Your Washington correspondent deserves a well-earned break
Bravo to Joe Biden for pledging to make America functional, respected and united again (never mind “great” — leave the hyperbole to the stump orators), and bravo also to your Washington correspondent, Cameron Stewart, for his masterly, insightful and even-handed coverage of this globally crucial election. He set a cracking pace with his daily despatches and is probably due for a well-deserved break to catch up on some sleep and restore his sanity.
Peter Austin, Mount Victoria, NSW
People are allowed their day in court but apparently this does not apply to Donald Trump. The complete dismissal of his claims by the media and the Democrats is very short sighted. To bring a better hope of harmony in the US the media should be supporting his appeal. If Trump loses then that is an end to the matter and Joe Biden is the legitimate president. Without the legal challenge being heard the election result will always have Trump supporters wondering if the result was legal and honest. That situation will make it very difficult to end the division in the US.
Ray Warren, Mandurah, WA
Caucus rules discouraging a leadership challenge can be amended as easily as they were adopted and it would be poignant if the collapse of Anthony Albanese’s career coincided with the elevation of Joe Biden’s. Biden’s narrow US victory while campaigning against fossil fuels sees the timely and essential resignation of Joel Fitzgibbon from the Labor frontbench, as he tries to save Labor from itself. But his leadership aspiration is delusional given (i) Tanya Plibersek’s ambition and (ii) the extreme dark green nature of the rank and file who will elect Albo’s replacement. When BLM and Antifa rioters were robbing and burning their communities, Albanese was uninterested and his churlish anti-Trump jibes are unprofessional and demeaning. The Left often speaks of healing and harmony, but its conduct and actions belie the babble and Albo’s poor polling reminds us that voters dislike smart-alecky politicians.
Greg Jones, Kogarah, NSW
Missions helped
My initial impressions on visiting the once-flourishing Lutheran mission complex at Hermannsburg in the Northern Territory in 2012 were that the “civilising” impact of those German missionaries had created a virtual paradise in the outback (“125-year secret ‘to restore grandad’s name’”, 10/11). Dozens of black and white photographs displayed vividly smiling, clean, well-dressed Aboriginal children (and some adults) at study in a well-equipped 19th-century schoolhouse, at work harvesting vegetables from an apparently highly productive market garden and gathered in front of the roughly hewn timber church awaiting Sunday’s service.
The concept of “Christianised natives”, whose beliefs were a hybridised amalgamation of biblical teachings mixed with thousand-year-old Indigenous concepts of spiritual beings, came to my mind as I studied those faded prints. After speaking to the Indigenous curators of today’s Hermannsburg complex, I was informed that although those missionaries of the 1880s appeared from today’s social criteria to be cruel and uncaring, they were in reality benevolent carers who brought health care and education along with their Lutheran version of Christianity.
There was no sense of vindictiveness or hatred felt toward the missionaries’ work, or treatment of past generations of Aborigines who were residents at Hermannsburg, only a solemn sadness that they had departed, leaving a positive humanitarian void that has never since been filled. My experience of Hermannsburg has left me with a profound sense of humility and sadness that we in 2020 cannot genuinely help our Indigenous brothers as those European Lutherans did over a century ago.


__Exercise brief__: The word "τmax" marks the lines to keep; find each one in the data and copy it.
Segment Open
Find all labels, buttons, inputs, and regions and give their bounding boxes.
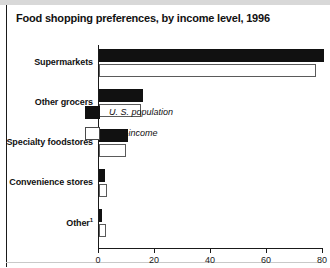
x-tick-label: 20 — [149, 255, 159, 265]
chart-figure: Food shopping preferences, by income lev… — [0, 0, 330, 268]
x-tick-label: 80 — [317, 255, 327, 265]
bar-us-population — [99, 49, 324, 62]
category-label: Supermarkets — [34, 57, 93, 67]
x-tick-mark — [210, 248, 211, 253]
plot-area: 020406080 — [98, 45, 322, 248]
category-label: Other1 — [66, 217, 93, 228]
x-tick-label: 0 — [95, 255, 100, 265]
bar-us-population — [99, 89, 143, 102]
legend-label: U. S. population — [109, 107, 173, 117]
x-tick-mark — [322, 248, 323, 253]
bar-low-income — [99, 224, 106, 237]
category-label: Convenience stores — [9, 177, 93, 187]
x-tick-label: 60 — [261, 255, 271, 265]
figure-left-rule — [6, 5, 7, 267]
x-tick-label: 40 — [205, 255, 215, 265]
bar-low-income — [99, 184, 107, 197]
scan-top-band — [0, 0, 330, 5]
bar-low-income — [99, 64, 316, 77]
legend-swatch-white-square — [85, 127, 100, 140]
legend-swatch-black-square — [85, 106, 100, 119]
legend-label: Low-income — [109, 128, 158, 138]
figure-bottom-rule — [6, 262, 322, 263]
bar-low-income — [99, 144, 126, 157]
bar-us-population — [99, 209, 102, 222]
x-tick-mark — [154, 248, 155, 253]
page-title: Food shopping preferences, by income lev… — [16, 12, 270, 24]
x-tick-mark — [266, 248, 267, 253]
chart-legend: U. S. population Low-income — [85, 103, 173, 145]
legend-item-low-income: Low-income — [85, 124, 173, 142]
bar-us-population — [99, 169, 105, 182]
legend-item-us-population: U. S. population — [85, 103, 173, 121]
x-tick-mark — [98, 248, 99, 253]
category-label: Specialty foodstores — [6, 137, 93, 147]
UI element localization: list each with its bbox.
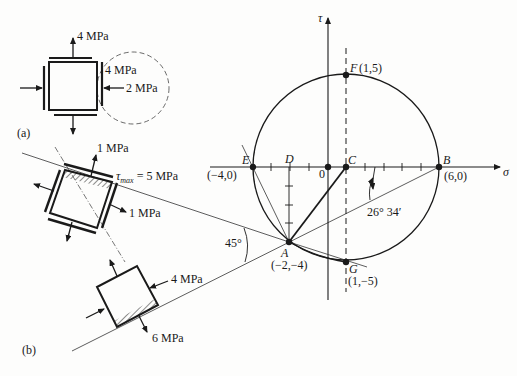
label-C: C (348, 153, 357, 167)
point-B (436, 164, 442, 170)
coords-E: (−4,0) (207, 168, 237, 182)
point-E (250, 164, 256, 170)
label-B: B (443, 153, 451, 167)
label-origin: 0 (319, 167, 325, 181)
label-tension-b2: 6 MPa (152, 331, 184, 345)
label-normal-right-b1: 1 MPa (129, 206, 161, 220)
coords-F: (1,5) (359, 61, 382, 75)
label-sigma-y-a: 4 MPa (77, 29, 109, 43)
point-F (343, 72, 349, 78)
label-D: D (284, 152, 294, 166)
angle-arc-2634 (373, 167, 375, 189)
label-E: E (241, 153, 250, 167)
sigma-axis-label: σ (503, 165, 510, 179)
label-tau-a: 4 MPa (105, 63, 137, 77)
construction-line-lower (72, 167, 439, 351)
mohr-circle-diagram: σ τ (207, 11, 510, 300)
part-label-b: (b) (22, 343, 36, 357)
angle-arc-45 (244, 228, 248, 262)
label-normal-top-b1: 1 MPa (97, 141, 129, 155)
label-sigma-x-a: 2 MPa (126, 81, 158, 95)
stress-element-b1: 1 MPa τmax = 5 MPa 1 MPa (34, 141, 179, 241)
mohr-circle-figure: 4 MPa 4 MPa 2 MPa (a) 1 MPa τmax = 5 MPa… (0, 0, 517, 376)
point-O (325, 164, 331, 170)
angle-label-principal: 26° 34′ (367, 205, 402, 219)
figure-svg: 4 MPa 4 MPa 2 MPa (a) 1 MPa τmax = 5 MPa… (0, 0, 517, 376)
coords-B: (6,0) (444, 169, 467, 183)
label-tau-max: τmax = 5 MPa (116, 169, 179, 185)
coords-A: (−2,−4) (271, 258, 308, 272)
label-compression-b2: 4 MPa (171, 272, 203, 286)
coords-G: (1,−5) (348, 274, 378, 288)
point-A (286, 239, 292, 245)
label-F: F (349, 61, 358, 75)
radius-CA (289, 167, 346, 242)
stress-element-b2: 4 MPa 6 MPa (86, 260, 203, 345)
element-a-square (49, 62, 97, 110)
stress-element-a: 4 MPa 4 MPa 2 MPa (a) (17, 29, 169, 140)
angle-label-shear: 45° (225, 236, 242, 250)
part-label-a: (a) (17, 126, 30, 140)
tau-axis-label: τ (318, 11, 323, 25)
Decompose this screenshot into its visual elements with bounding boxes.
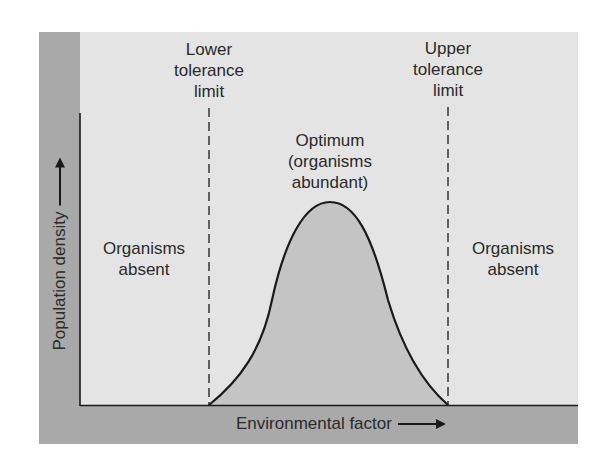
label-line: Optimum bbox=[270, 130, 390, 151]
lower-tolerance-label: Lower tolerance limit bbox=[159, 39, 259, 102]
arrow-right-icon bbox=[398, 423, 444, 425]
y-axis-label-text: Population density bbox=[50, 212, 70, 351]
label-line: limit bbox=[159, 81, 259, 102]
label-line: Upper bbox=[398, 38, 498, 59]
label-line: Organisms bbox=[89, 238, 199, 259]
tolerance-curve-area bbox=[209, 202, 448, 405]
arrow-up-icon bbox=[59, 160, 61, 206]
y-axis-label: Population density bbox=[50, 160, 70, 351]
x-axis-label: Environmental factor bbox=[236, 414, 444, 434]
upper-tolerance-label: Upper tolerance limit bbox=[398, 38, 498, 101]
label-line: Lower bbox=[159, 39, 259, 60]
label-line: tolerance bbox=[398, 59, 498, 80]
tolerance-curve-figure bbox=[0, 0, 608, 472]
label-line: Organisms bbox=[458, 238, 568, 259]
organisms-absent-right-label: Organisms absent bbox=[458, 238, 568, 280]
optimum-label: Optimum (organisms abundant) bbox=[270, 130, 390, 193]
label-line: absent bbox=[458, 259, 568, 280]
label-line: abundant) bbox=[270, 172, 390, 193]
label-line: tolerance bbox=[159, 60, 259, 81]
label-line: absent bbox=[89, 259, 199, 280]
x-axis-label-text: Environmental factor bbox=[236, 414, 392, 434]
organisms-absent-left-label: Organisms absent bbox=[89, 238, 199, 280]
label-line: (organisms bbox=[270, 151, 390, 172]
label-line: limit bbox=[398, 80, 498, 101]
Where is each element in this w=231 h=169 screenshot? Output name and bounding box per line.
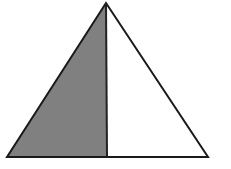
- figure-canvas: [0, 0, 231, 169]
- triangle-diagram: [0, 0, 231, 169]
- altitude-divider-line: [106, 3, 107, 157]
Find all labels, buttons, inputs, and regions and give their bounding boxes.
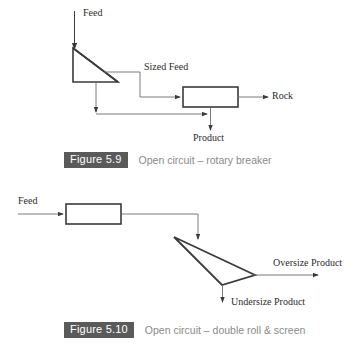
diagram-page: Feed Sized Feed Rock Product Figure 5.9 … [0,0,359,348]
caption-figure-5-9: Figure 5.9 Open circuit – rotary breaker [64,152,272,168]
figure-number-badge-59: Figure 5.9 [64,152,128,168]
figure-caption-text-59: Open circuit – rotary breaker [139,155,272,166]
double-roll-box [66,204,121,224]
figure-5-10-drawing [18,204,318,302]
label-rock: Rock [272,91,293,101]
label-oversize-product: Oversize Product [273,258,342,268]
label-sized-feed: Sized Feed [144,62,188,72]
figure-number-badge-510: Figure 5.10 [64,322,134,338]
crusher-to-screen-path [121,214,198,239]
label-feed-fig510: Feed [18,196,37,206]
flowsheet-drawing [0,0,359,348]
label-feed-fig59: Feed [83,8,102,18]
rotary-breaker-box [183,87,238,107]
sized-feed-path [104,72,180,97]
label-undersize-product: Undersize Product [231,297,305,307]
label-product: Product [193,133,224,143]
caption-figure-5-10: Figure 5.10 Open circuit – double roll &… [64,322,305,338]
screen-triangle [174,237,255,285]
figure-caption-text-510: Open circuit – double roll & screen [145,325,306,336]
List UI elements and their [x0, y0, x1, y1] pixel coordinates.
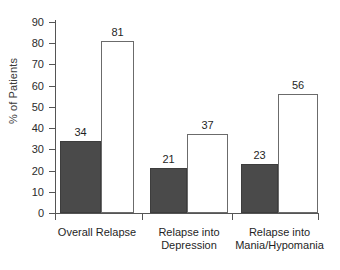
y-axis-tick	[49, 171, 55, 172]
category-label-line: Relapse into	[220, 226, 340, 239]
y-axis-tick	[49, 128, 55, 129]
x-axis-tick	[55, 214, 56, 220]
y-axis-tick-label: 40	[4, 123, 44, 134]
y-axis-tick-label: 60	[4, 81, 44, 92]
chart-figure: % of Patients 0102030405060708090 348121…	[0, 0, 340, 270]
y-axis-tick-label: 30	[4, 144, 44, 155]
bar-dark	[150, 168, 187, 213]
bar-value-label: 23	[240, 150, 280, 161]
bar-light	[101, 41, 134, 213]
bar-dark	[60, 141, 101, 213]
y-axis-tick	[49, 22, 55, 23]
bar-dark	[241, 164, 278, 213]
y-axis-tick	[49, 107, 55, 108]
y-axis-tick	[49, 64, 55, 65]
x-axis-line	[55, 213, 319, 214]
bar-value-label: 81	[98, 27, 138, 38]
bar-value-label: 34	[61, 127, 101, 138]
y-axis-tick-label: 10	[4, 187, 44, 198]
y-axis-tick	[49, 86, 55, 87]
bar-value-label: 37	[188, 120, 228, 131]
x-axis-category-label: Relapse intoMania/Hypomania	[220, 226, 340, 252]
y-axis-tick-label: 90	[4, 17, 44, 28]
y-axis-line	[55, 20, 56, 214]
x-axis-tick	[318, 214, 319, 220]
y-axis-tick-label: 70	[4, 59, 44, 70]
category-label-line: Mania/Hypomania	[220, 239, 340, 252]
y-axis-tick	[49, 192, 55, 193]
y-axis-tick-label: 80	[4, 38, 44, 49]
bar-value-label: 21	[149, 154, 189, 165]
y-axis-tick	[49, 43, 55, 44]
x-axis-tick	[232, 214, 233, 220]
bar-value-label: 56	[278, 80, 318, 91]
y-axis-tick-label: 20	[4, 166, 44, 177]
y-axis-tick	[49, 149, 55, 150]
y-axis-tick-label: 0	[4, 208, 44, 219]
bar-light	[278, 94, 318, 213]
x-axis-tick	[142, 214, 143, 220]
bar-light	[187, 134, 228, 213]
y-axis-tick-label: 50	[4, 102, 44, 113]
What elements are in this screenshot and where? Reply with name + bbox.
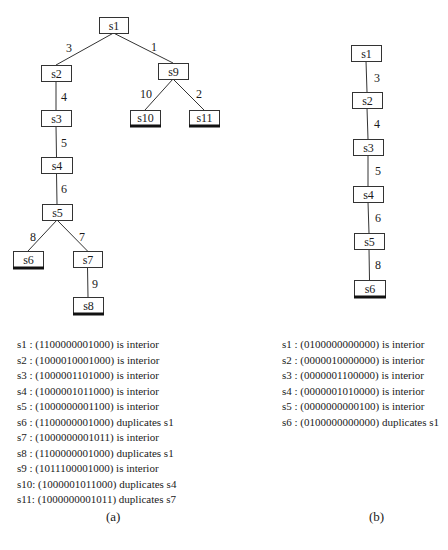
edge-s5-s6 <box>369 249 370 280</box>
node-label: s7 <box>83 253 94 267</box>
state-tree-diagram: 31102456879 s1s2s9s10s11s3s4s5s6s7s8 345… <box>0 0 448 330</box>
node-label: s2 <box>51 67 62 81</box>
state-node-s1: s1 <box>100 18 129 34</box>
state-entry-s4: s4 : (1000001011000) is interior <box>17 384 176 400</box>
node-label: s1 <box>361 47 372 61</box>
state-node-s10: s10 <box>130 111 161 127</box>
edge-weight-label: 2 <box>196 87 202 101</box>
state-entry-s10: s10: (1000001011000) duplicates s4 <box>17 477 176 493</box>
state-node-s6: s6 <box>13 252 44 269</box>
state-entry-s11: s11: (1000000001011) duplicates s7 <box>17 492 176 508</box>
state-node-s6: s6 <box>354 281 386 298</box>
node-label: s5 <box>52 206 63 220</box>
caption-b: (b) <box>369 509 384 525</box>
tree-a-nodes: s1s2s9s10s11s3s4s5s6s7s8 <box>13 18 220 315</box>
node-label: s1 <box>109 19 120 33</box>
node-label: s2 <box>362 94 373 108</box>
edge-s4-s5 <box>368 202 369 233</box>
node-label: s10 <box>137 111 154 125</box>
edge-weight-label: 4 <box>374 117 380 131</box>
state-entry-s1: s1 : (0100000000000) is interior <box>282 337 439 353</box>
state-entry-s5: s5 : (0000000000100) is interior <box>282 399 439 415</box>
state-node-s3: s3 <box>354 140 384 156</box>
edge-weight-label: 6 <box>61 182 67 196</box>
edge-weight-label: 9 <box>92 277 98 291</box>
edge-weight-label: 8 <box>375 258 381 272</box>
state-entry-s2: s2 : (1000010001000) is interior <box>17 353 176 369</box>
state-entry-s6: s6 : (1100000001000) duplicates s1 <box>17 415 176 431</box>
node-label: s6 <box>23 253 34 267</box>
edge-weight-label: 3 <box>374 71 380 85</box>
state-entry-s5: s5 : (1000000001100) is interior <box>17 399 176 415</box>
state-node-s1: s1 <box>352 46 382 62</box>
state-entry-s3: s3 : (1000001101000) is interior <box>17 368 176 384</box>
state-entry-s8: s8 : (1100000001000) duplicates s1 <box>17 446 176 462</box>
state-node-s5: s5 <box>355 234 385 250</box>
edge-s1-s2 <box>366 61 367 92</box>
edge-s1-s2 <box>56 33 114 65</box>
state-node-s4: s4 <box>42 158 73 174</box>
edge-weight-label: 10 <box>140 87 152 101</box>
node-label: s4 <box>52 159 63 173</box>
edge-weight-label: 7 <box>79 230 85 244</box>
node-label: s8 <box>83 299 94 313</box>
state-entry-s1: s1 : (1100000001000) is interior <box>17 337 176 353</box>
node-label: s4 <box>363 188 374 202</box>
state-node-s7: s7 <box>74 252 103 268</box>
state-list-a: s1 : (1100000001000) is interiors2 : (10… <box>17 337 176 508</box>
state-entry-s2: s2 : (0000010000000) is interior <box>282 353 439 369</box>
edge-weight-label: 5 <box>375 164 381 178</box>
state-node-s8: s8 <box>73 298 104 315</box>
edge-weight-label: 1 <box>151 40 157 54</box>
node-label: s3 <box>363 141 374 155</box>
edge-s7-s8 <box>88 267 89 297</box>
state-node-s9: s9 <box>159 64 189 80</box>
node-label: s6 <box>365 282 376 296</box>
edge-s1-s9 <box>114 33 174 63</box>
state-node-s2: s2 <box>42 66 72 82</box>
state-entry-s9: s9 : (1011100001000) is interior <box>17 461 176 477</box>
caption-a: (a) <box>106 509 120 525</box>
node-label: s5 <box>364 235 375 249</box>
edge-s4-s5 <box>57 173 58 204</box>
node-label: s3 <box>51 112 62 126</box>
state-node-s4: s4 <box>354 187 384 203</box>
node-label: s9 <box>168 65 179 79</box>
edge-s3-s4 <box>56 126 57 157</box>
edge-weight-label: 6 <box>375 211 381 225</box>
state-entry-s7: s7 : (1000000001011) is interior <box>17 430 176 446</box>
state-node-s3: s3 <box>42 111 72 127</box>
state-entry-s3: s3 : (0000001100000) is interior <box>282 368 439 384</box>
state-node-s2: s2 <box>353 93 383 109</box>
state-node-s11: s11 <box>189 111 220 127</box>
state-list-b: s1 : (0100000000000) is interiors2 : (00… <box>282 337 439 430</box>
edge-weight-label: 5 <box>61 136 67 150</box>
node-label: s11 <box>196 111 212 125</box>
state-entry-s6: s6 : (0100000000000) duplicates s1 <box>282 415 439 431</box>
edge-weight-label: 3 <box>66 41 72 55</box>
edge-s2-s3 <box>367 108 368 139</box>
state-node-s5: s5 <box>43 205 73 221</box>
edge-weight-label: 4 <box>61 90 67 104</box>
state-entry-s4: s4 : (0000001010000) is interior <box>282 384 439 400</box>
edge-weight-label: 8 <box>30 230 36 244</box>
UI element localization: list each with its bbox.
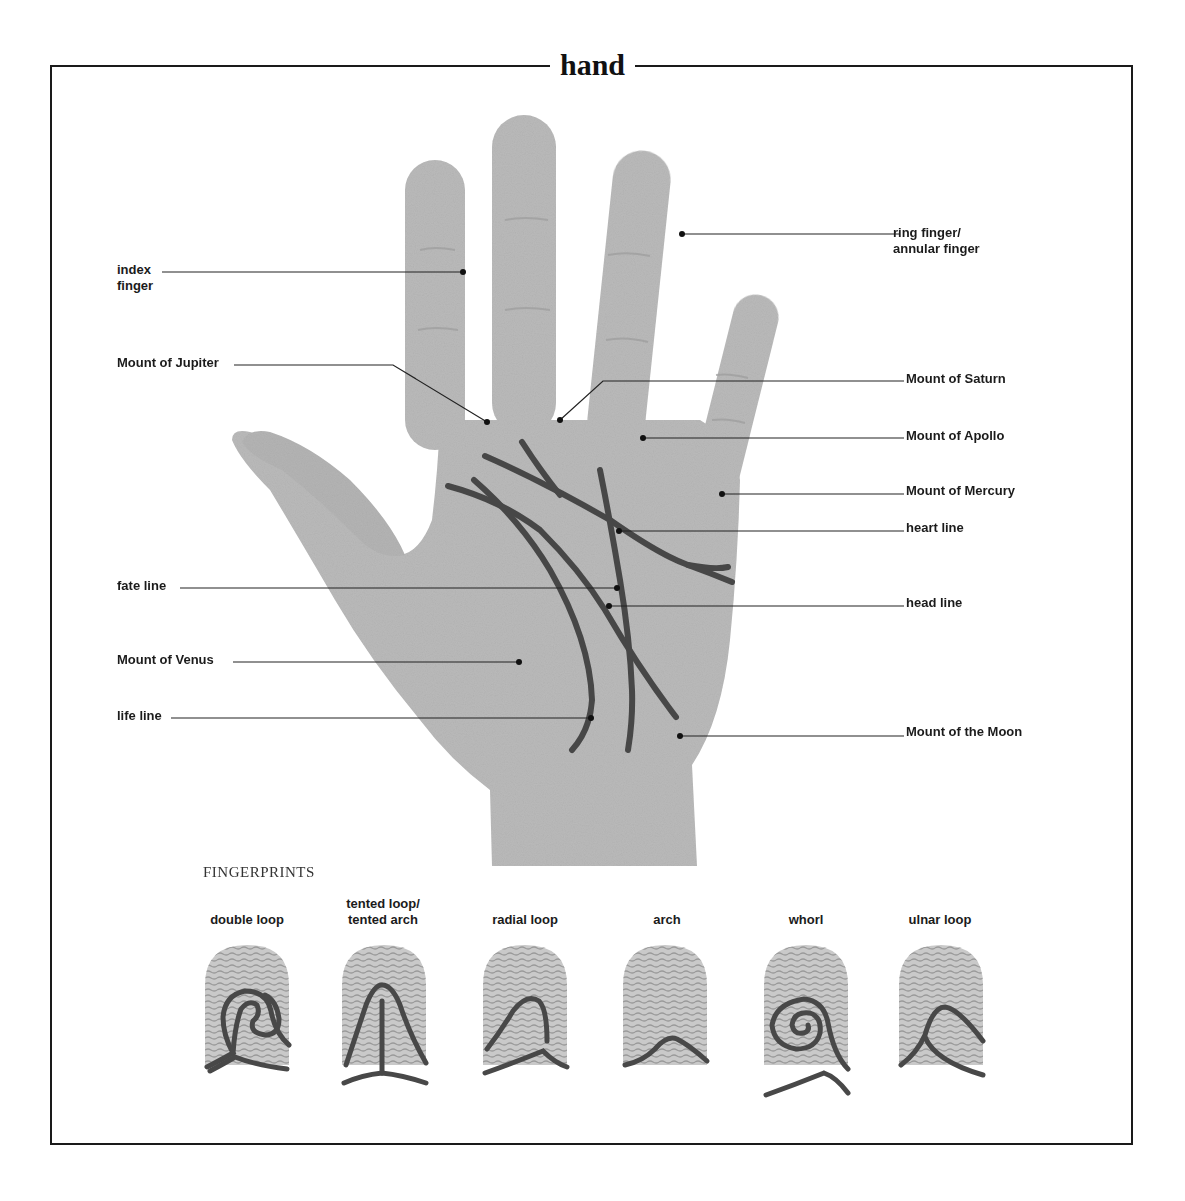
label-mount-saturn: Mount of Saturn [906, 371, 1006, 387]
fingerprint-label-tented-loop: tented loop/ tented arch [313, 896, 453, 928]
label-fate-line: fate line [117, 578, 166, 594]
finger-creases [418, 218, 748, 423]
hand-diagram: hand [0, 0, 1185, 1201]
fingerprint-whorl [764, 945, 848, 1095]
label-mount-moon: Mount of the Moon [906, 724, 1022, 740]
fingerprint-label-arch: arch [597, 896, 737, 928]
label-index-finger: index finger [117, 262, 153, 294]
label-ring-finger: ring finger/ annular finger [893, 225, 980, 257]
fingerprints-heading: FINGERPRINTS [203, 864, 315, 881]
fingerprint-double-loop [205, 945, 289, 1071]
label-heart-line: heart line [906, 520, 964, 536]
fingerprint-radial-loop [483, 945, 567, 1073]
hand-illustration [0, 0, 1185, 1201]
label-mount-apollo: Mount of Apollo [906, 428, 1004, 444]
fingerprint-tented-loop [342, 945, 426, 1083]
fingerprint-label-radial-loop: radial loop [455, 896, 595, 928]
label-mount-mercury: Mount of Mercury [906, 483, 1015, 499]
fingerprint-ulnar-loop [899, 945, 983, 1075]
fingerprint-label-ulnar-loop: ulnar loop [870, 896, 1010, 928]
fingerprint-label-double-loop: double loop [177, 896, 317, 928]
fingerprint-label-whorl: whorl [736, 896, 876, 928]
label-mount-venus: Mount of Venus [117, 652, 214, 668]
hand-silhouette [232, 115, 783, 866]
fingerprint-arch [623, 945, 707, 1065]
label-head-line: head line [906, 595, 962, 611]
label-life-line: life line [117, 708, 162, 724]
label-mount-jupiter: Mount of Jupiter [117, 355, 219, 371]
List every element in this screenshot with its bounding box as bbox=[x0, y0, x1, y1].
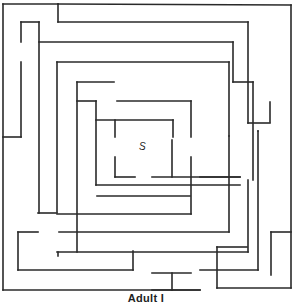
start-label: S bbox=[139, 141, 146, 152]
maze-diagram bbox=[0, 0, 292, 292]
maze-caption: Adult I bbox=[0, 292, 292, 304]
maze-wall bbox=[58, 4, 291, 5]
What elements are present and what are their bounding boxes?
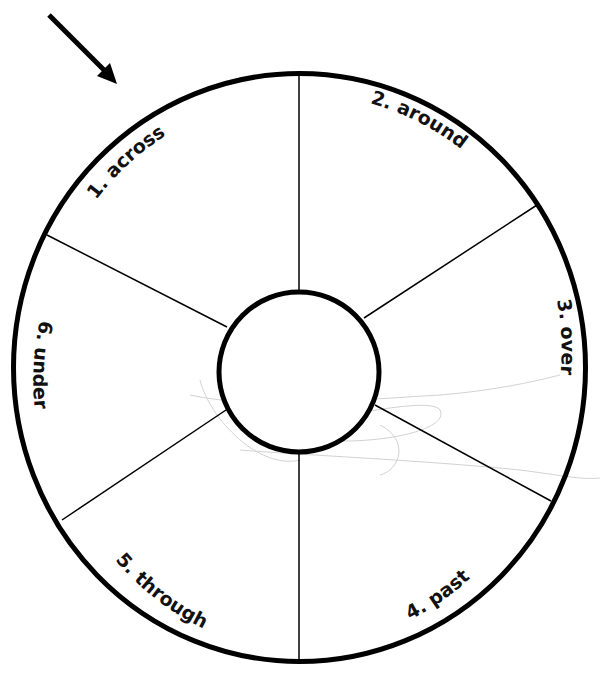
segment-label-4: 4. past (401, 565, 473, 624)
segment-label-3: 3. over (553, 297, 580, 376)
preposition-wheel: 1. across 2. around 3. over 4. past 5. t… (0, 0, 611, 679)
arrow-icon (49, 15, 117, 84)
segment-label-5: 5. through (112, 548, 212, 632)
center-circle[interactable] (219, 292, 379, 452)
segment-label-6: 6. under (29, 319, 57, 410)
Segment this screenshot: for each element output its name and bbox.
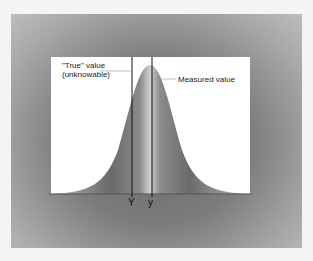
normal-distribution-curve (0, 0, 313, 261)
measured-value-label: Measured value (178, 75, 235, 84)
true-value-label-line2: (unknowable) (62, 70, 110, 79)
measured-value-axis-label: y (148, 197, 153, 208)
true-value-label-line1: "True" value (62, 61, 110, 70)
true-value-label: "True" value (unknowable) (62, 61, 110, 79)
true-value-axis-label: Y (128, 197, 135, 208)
Segment Closed
__Answer box__:
stress-element-b1: 1 MPa τmax = 5 MPa 1 MPa (34, 141, 179, 241)
mohr-circle-figure: 4 MPa 4 MPa 2 MPa (a) 1 MPa τmax = 5 MPa… (0, 0, 517, 376)
figure-svg: 4 MPa 4 MPa 2 MPa (a) 1 MPa τmax = 5 MPa… (0, 0, 517, 376)
label-tau-max: τmax = 5 MPa (116, 169, 179, 185)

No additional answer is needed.